The turban wearing, bearded, Choudhary, who belongs to the OBC Koeri caste, declared last year that he would not remove his head gear till Nitish Kumar was ejected as chief minister.

During Sunday's swearing in, Choudhary's turban stayed in place.

When the BJP's central leadership picked Choudhary as the Bihar party chief, RJD leaders reminded him that 24 years earlier, it was the BJP that had protested against him, resulting in his removal from the state cabinet on the charge of being underage.

Then Bihar governor Suraj Bhan, who had been a senior BJP leader, sacked Chaudhary in November 1999 as minister of horticulture, weight and measurement in Rabri Devi's RJD government, after the BJP and Nitish Kumar's then Samta Party alleged he was underage.

Bhan directed the then state government to lodge a case of fraud, forgery and misrepresentation against Chaudhary and sought recovery of salary and allowances paid to him as minister.

Chaudhary had reportedly displayed three different dates of birth in documents presented at different places.

IMAGE: Nitish Kumar meets JD-U supporters after taking the oath as chief minister. Photograph: Kind courtesy Janata Dal (United)/Twitter

Samrat Chaudhary joined the BJP five years ago, in 2018. His father, Shakuni Chaudhary, a former soldier-turned-Socialist politician, was a minister and former MP, considered close to the Nitish Kumar-Lalu Yadav duo.

Before joining the BJP, Samrat Chaudhary was with the RJD till 2014 and after that with the JD-U.

Bihar BJP leaders say Home Minister Amit Shah chose Samrat Chaudhary to lead the state party.
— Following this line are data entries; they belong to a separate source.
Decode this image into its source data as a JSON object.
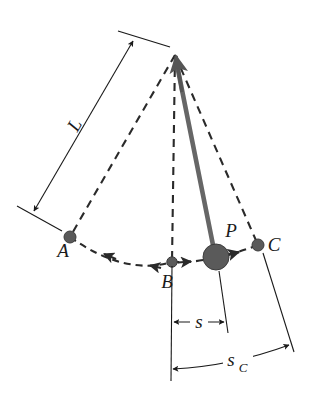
{
  "figure": {
    "kind": "physics-diagram",
    "background_color": "#ffffff",
    "ink_color": "#1a1a1a",
    "bob_color": "#5a5a5a",
    "rod_color": "#666666"
  },
  "labels": {
    "length": "L",
    "point_a": "A",
    "point_b": "B",
    "point_p": "P",
    "point_c": "C",
    "arc_s": "s",
    "arc_sc": "s",
    "arc_sc_sub": "C"
  },
  "geometry": {
    "pivot": {
      "x": 175,
      "y": 55
    },
    "point_a": {
      "x": 70,
      "y": 237,
      "r": 6
    },
    "point_b": {
      "x": 172,
      "y": 262,
      "r": 5
    },
    "point_p": {
      "x": 216,
      "y": 257,
      "r": 13
    },
    "point_c": {
      "x": 258,
      "y": 245,
      "r": 6
    }
  },
  "annotations": {
    "length_dimension": "L — distance from pivot to bob along the string",
    "s_dimension": "s — horizontal displacement of P from equilibrium B",
    "sc_dimension": "s_C — horizontal displacement of extreme point C from B"
  }
}
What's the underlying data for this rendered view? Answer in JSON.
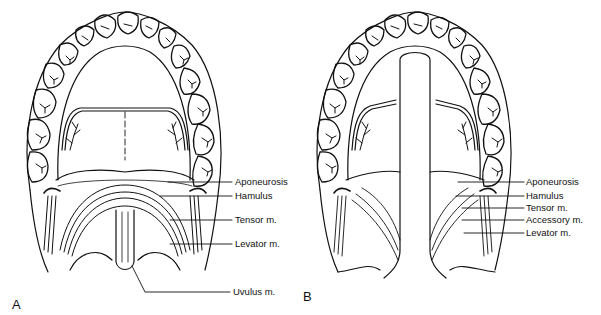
{
  "figure": {
    "panels": [
      {
        "id": "A",
        "letter": "A",
        "labels": [
          {
            "text": "Aponeurosis",
            "x": 235,
            "y": 178
          },
          {
            "text": "Hamulus",
            "x": 235,
            "y": 193
          },
          {
            "text": "Tensor m.",
            "x": 235,
            "y": 217
          },
          {
            "text": "Levator m.",
            "x": 235,
            "y": 241
          },
          {
            "text": "Uvulus m.",
            "x": 233,
            "y": 290
          }
        ]
      },
      {
        "id": "B",
        "letter": "B",
        "labels": [
          {
            "text": "Aponeurosis",
            "x": 526,
            "y": 178
          },
          {
            "text": "Hamulus",
            "x": 526,
            "y": 193
          },
          {
            "text": "Tensor m.",
            "x": 526,
            "y": 205
          },
          {
            "text": "Accessory m.",
            "x": 526,
            "y": 217
          },
          {
            "text": "Levator m.",
            "x": 526,
            "y": 230
          }
        ]
      }
    ]
  }
}
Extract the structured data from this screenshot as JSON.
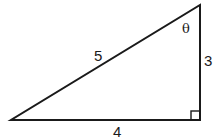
{
  "diagram": {
    "type": "right-triangle",
    "stroke_color": "#1a1a1a",
    "background": "#ffffff",
    "vertices": {
      "left": [
        11,
        120
      ],
      "right_angle": [
        200,
        120
      ],
      "top": [
        200,
        5
      ]
    },
    "labels": {
      "hypotenuse": "5",
      "vertical_leg": "3",
      "horizontal_leg": "4",
      "angle": "θ"
    },
    "right_angle_marker": true
  }
}
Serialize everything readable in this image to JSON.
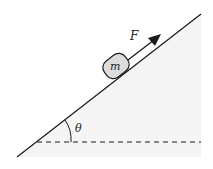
{
  "diagram": {
    "title": "",
    "type": "inclined-plane-force-diagram",
    "labels": {
      "force": "F",
      "mass": "m",
      "angle": "θ"
    },
    "colors": {
      "background": "#ffffff",
      "incline_fill": "#f4f4f4",
      "line": "#1a1a1a",
      "block_fill": "#dcdcdc"
    },
    "elements": [
      {
        "id": "incline",
        "kind": "line",
        "description": "Inclined plane surface"
      },
      {
        "id": "horizontal-reference",
        "kind": "dashed-line",
        "description": "Horizontal reference line"
      },
      {
        "id": "block",
        "kind": "rounded-rect",
        "label": "m",
        "description": "Mass on incline"
      },
      {
        "id": "force-arrow",
        "kind": "arrow",
        "label": "F",
        "description": "Applied force parallel to incline, pointing up the slope"
      },
      {
        "id": "angle-arc",
        "kind": "arc",
        "label": "θ",
        "description": "Incline angle between incline and horizontal"
      }
    ]
  }
}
Till early January, Choudhary projected himself as the BJP's CM candidate for next year's 2025 Bihar assembly polls.

Vijay Kumar Sinha, who belongs to the powerful Bhumihar upper caste, had described Nitish Kumar as 'loktantra ka hathiyara (murderer of democracy)' in 2022 when he was speaker of the Bihar assembly.

Sinha's denunciation came during a heated exchange with Nitish Kumar, then an NDA CM, in the assembly.

"The BJP will use Choudhary and Sinha to check Nitish Kumar. They will not allow him to function freely as before," a senior BJP leader says.

IMAGE: Deputy Chief Minister Samrat Chaudhary being felicitated at the BJP office in Patna, January 29, 2024. Photograph: ANI Photo

Political activist Satyanarayan Madan points out there was a time when the BJP was dependant on Nitish Kumar, deploying 'Brand Nitish' to fight the RJD.

The BJP projected Nitish Kumar as chief minister in the 2005 assembly election and it clicked with the voters.

This formula was repeated in 2010. In 2013, Nitish Kumar dumped the BJP and contested the 2015 assembly polls with the RJD.

In 2017, he dumped the RJD and returned to the NDA. After the 2020 assembly polls, in which the JD-U won only 43 seats, he became CM with the BJP's support. The BJP won 74 seats in that election.

After dumping the BJP in August 2022, he formed the Mahagathbandan government with the RJD (which has 79 seats in the assembly), the Congress and the outside support of the Left parties.

On Sunday, he returned to the NDA. Only this time, he was no longer the leader who always had his way in an alliance with the BJP.